There was a time when shopping was plentiful in uptown Charlotte. The 1940s and ‘50s saw a bustling retail scene at the center of the Queen City.
Flash forward to the 21st century and, outside of Overstreet Mall, today’s uptown is almost devoid of dedicated retail options.

A crowd of about 150 attended the CREW luncheon on Tuesday for networking and to discuss retail in Uptown.
But Chris Hemans, director of retail for Charlotte Center City Partners, is convinced that the best shopping days for Trade and Tryon are in the future, not the past. And thanks to explosive apartment growth, that future is now, according to Hemans.
“Bringing more retail to uptown takes time and space,” Hemans said as he took to a podium Tuesday to address the Charlotte chapter of Commercial Real Estate Women for a luncheon event at Charlotte Country Club. “Creating space is the essential need for uptown. If we don’t have space to recruit the retailers to, we are going to have a hard time drawing in new retail.”
As a success story, Hemans points to the Hines Charlotte Plaza building at 201 S. College St. “Because they landed a Panera Bread, and then the Ale House, they attracted the Charlotte School of Law,” he said. “This shows that retail is important on its own and that it can draw in other kinds of growth along with the law school.”

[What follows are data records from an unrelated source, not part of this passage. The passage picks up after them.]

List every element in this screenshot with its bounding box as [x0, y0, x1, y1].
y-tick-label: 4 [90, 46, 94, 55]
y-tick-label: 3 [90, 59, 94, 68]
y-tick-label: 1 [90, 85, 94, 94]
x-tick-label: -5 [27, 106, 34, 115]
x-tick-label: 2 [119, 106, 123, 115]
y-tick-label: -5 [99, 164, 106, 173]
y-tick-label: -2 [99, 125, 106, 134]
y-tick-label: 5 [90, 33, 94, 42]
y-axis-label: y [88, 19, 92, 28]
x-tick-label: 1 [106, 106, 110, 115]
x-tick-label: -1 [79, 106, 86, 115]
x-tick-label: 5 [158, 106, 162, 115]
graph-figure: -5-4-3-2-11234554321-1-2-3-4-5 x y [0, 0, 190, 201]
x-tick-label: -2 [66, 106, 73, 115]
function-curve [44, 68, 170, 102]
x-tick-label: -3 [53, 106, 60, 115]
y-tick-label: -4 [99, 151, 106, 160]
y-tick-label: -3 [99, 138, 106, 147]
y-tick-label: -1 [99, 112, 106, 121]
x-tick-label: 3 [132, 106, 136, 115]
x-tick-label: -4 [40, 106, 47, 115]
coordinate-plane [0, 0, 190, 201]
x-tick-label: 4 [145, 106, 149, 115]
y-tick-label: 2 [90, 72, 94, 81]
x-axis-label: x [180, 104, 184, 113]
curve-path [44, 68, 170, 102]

Hemans’ presentation to CREW kicked off with a retrospective about where retail once was vibrant in uptown. The crowd of about 150 attendees saw snapshots of Trade and Tryon in the 1930s, 1940s and 1950s. Decades ago the center city shopping scene included boutiques and three major department stores: Belk, Sears and the venerable Ivey’s. Many of those buildings are gone now, but Ivey’s remains as a residential space.
But it is that very residential growth that Hemans said means uptown is ripe for retail.
“With all of the apartment construction in uptown, you have one of the main things that retailers say they want – a built-in audience,” Hemans said.
According to Charlotte Center City Partners data presented at the meeting, uptown currently has 2.1 million square feet of leasable retail space. Of that, 48.5 percent is for food and beverage outlets – which Hemans said is a real draw to crowds coming inside the Interstate 277 loop.
There are also 100,000 employees inside that loop, he said, and 13,500 people living there. The area gets 12 million visitors annually and the average household income is $74,499.
“All of these things add up to an attractive atmosphere for retailers, as well as the fact that the area is very transit oriented,” Hemans said.
The focus on walkability and even bikeability was not lost on Sarah Funkhouser, lead title examiner for First American National Commercial Services and past CREW president.
“I do expect improvement in the center city retail options with all those apartments being built,” she said. “It is a walkable community and that means you need department stores, sporting goods stores and some other key tenants. I think they might be good on grocery stores for now, but other sectors, they need options.”

Chris Hemans, director of retail for Charlotte Center City Partners, addressed the CREW Luncheon event Tuesday.
But where can this new retail be built? Hemans said he would expect interest near the intersection of Trade and Tryon streets, just as it was in decades past.
Funkhouser also said she expected retail activity near the Tryon area.
“Almost any of that land off Tryon Street would be great for retail, and I think would give them the visibility they want,” she said. “A big retailer might want to be visible at Overstreet Mall, but I think anywhere along that corridor would be good for visibility.”
Hemans said the benefits of retail go beyond the jobs generated, and can include increasing the tax base and adding to the quality of life in the nearby neighborhoods.
Adam Rhew, director of communications for Charlotte Center City Partners, also said he expected retail growth to follow the residential growth in the area soon.
“We have had tremendous investment in the residential area in uptown with the SkyHouse apartments and SkyHouse 2 announced,” Rhew said. “We have had billions of dollars invested in that area since the Blue Line transit project was announced.”
Rhew said many millennials, including himself, who lived in uptown were drawn by the walkable urban core as a place to live, work and shop all in one area. He said he walked to the grocery store and was very excited when the Whole Foods project for uptown was announced by Crescent Communities earlier this year.
“That’s going to be my grocery store,” Rhew said. “But Chris and I also see opportunities to go after women’s clothing stores, accessories shops and even makeup boutiques in uptown retail spaces. For our generation, it is also very much about authentic retail options. One of the reasons that Anthropologie (in South End) has been very successful is because it is that authentic kind of shopping where you can interact with the employees and they curate that kind of merchandise that is real. It isn’t such a big-box, corporate kind of experience.”
But as with most other recruitment efforts around the city, Hemans said that talks between potential retailers and the city on possible incentives are ongoing.
“Providing an incentive or even $1 million for a retailer isn’t enough of a reason for them to move into uptown these days,” Hemans said. “It takes more than that, so we are having those talks with the city.”
Hemans declined to name any specific retailers the city was courting. He reiterated that the focus is on not just monetary incentives, but on making sure there are spaces in uptown that are attractive to retailers.